There's always an ongoing tension between business users and engineering teams when a workflow breaks. But one's at fault.
It's more of the system's inability to handle exceptions. Instead of firefighting internally, you need to adopt a platform that doesn't rely on templates.
With templateless extraction, your automated workflows rely on you, the user. So, you can tweak it to your liking and involve engineers only when you need to create a more complicated workflow.
The entire process becomes more collaborative rather than a fruitless blame game.
With business-led automation, you save the labor cost of developing simple workflows. You can get no-code tools like Docxster for just $450 a year.
Advanced no-code tools also give you a more flexible system that won’t fail for every small change. Guyot shared that every one out of four documents deviates from templates.

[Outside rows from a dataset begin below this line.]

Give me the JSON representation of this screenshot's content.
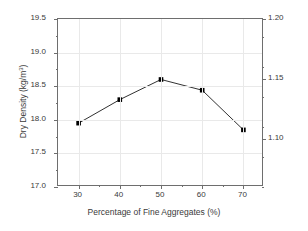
{
  "chart_data": {
    "type": "line",
    "title": "",
    "xlabel": "Percentage of Fine Aggregates (%)",
    "ylabel": "Dry Density (kg/m",
    "ylabel_exponent": "3",
    "ylabel_right": "Dry Density (lb/ft",
    "ylabel_right_exponent": "3",
    "x": [
      30,
      40,
      50,
      60,
      70
    ],
    "values": [
      17.95,
      18.3,
      18.6,
      18.44,
      17.85
    ],
    "series": [
      {
        "name": "Dry Density",
        "values": [
          17.95,
          18.3,
          18.6,
          18.44,
          17.85
        ],
        "marker": "square",
        "color": "#000000"
      }
    ],
    "xlim": [
      25,
      75
    ],
    "ylim": [
      17.0,
      19.5
    ],
    "ylim_right": [
      1.06,
      1.2
    ],
    "xticks": [
      30,
      40,
      50,
      60,
      70
    ],
    "xticklabels": [
      "30",
      "40",
      "50",
      "60",
      "70"
    ],
    "yticks": [
      17.0,
      17.5,
      18.0,
      18.5,
      19.0,
      19.5
    ],
    "yticklabels": [
      "17.0",
      "17.5",
      "18.0",
      "18.5",
      "19.0",
      "19.5"
    ],
    "yticks_right": [
      1.1,
      1.15,
      1.2
    ],
    "yticklabels_right": [
      "1.10",
      "1.15",
      "1.20"
    ],
    "grid": true,
    "legend": "none",
    "line_color": "#1a1a1a",
    "grid_color": "#e9e9e9",
    "axis_color": "#6e6e6e",
    "background": "#ffffff"
  }
}
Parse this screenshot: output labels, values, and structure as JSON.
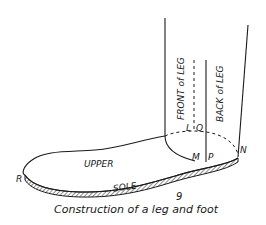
{
  "figure": {
    "number": "9",
    "caption": "Construction of a leg and foot"
  },
  "labels": {
    "front_of_leg": "FRONT of LEG",
    "back_of_leg": "BACK of LEG",
    "upper": "UPPER",
    "sole": "SOLE",
    "point_L": "L",
    "point_Q": "Q",
    "point_M": "M",
    "point_P": "P",
    "point_N": "N",
    "point_R": "R"
  },
  "colors": {
    "ink": "#1a1a1a",
    "background": "#ffffff"
  }
}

Existing template-based document workflows will fail for those documents. And every failure comes with a cost. Labor costs for handling the failure and clearing the file.

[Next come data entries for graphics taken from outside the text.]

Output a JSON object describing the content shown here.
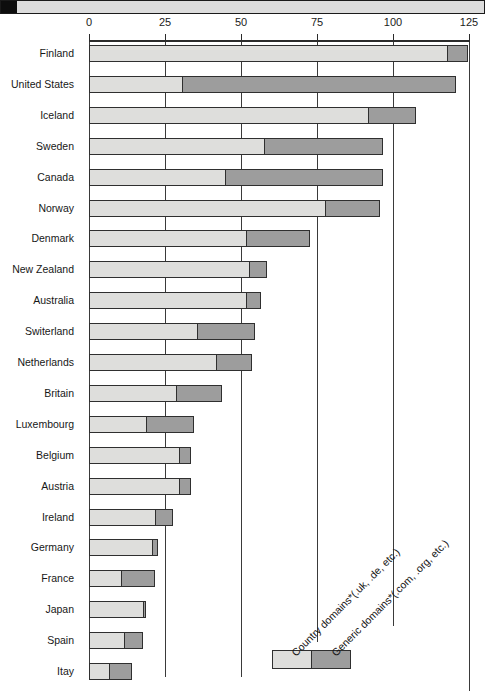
{
  "titlebar": {
    "caption": ""
  },
  "chart_data": {
    "type": "bar",
    "subtype": "stacked-horizontal",
    "title": "",
    "xlabel": "",
    "ylabel": "",
    "xlim": [
      0,
      125
    ],
    "xticks": [
      0,
      25,
      50,
      75,
      100,
      125
    ],
    "xtick_labels": [
      "0",
      "25",
      "50",
      "75",
      "100",
      "125"
    ],
    "grid": true,
    "grid_axis": "x",
    "legend_position": "bottom-right",
    "categories": [
      "Finland",
      "United States",
      "Iceland",
      "Sweden",
      "Canada",
      "Norway",
      "Denmark",
      "New Zealand",
      "Australia",
      "Switerland",
      "Netherlands",
      "Britain",
      "Luxembourg",
      "Belgium",
      "Austria",
      "Ireland",
      "Germany",
      "France",
      "Japan",
      "Spain",
      "Itay"
    ],
    "series": [
      {
        "name": "Country domains* (.uk, .de, etc.)",
        "color": "#dededc",
        "values": [
          118,
          31,
          92,
          58,
          45,
          78,
          52,
          53,
          52,
          36,
          42,
          29,
          19,
          30,
          30,
          22,
          21,
          11,
          18,
          12,
          7
        ]
      },
      {
        "name": "Generic domains* (.com, .org, etc.)",
        "color": "#9d9d9d",
        "values": [
          7,
          90,
          16,
          39,
          52,
          18,
          21,
          6,
          5,
          19,
          12,
          15,
          16,
          4,
          4,
          6,
          2,
          11,
          1,
          6,
          7.5
        ]
      }
    ],
    "totals": [
      125,
      121,
      108,
      97,
      97,
      96,
      73,
      59,
      57,
      55,
      54,
      44,
      35,
      34,
      34,
      28,
      23,
      22,
      19,
      18,
      14.5
    ]
  },
  "legend": {
    "items": [
      {
        "label": "Country domains*(.uk, .de, etc.)",
        "swatch_color": "#dededc"
      },
      {
        "label": "Generic domains*(.com, .org, etc.)",
        "swatch_color": "#9d9d9d"
      }
    ]
  }
}
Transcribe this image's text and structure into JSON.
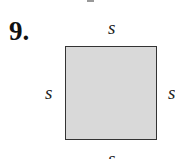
{
  "problem": {
    "number": "9."
  },
  "figure": {
    "shape": "square",
    "fill_color": "#d9d9d9",
    "stroke_color": "#333333",
    "labels": {
      "top": "s",
      "left": "s",
      "right": "s",
      "bottom": "s"
    }
  }
}
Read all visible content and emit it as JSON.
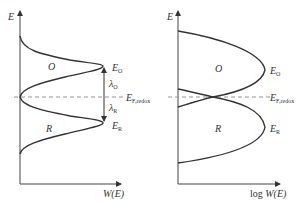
{
  "left_panel": {
    "y_axis_label": "E",
    "x_axis_label": "W(E)",
    "region_oxidized": "O",
    "region_reduced": "R",
    "level_oxidized": {
      "main": "E",
      "sub": "O"
    },
    "level_reduced": {
      "main": "E",
      "sub": "R"
    },
    "lambda_oxidized": {
      "main": "λ",
      "sub": "O"
    },
    "lambda_reduced": {
      "main": "λ",
      "sub": "R"
    },
    "fermi_level": {
      "main": "E",
      "sub": "F,redox"
    }
  },
  "right_panel": {
    "y_axis_label": "E",
    "x_axis_label_prefix": "log ",
    "x_axis_label": "W(E)",
    "region_oxidized": "O",
    "region_reduced": "R",
    "level_oxidized": {
      "main": "E",
      "sub": "O"
    },
    "level_reduced": {
      "main": "E",
      "sub": "R"
    },
    "fermi_level": {
      "main": "E",
      "sub": "F,redox"
    }
  },
  "colors": {
    "curve": "#333333",
    "axis": "#444444",
    "dashed": "#888888"
  }
}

For example, if a purchase order fails in the extraction process, then shipping gets delayed, which leads to possible revenue loss.
Business-led automations save both labor costs and potential revenue loss.
The entire shift from IT-led document automation to business-led automation has been made possible by no-code automation tools. These tools give the control back to business teams by:
When we were building Docxster, the first thing we had in mind was that any business user must be able to use it from day one. It must be a simple plug-and-play logic. And we stuck to it.
No-code automation platforms make building workflows so easy that users can start making them without any assistance.
We also know that mere data extraction doesn’t do much for your business. You need to move the data around in the right systems to actually make them actionable. That’s why we built a Workflow Builder—so that you can import and export data from and to any system you need.
Only involve your engineering team when you need to set up a really complicated workflow.
Automating traditional template-based extraction wasn’t an option. No-code platforms make automation possible by moving templates out of the picture and using AI-driven templateless extraction.
You don’t need support from ML engineers to design templates and create workflows (unless it’s really complicated).
“With advanced LLMs publicly available, templateless extraction is finally affordable for developing countries in 2025. Docxster uses AI that doesn’t require retraining. Each document processed makes the system smarter and more tailored.”
In no-code tools, you can also automate the advanced review and validation steps. For example, Docxster platforms handle basic validations by default.
You can set up advanced checks like comparing two documents. Let’s say you want to compare the product quantity in the purchase order and the shipping label. It's possible to add this comparison step by using the drag-and-drop interface.
For cases where human review is necessary, you can also add a human-in-the-loop (HITL) review step to the workflow. For example, you want the finance and procurement team to approve invoices above a certain amount. An automated email will go to both teams whenever a high-value invoice lands in the inbox.
No-code platforms help you add enough checkpoints to ensure that while things are automated, they aren’t unmonitored.
Automation is no longer a luxury limited to large-scale enterprises. Now, with no-code automation tools coming into the picture, it's cost-effective for SMEs too.
Marketing and sales teams have already experimented with user-led automation, and it is now part of their everyday workflows. You’ll often find sales teams building their own workflows to generate custom proposals/contracts automatically.
It’s time now for the finance and operations team to improve their productivity with user-led automation. After all, business continuity improves if automation scales with volume, not headcount.
If you’re an operations or finance leader who wants to automate your regular document workflows and focus on more strategic tasks, book a quick demo of Docxster now.